(Records excerpted from a collection)
BEGIN

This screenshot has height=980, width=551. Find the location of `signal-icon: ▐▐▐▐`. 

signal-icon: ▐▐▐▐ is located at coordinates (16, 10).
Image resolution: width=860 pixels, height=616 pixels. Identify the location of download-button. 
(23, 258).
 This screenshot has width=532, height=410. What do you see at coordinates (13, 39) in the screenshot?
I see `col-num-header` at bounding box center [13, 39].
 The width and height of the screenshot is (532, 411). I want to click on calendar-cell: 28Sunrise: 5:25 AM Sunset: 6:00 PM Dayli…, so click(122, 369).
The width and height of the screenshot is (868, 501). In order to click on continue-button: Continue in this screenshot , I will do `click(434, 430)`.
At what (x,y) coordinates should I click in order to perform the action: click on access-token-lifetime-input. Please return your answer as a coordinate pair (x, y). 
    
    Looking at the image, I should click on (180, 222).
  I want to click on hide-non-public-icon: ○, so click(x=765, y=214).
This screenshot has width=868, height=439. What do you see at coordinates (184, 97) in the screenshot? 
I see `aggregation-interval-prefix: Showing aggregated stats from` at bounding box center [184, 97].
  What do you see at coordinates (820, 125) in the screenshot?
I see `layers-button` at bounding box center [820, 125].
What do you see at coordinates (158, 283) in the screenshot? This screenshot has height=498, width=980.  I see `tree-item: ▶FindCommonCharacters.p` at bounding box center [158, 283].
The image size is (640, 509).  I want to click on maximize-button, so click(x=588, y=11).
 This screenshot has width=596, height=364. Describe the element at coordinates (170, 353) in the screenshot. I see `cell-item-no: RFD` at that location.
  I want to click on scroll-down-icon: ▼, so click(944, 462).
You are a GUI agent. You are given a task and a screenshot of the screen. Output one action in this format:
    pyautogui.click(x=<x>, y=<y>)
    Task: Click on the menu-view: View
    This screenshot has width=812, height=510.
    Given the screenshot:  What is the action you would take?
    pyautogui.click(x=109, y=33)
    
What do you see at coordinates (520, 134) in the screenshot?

END

> Exercise instructions:
A word-for-word restatement of the lines running from the one with "You are a GUI" to the last line of the records is the whole answer.

> The answer:
You are a GUI agent. You are given a task and a screenshot of the screen. Output one action in this format:
    pyautogui.click(x=<x>, y=<y>)
    Task: Click on the menu-view: View
    This screenshot has width=812, height=510.
    Given the screenshot:  What is the action you would take?
    pyautogui.click(x=109, y=33)
    
What do you see at coordinates (520, 134) in the screenshot?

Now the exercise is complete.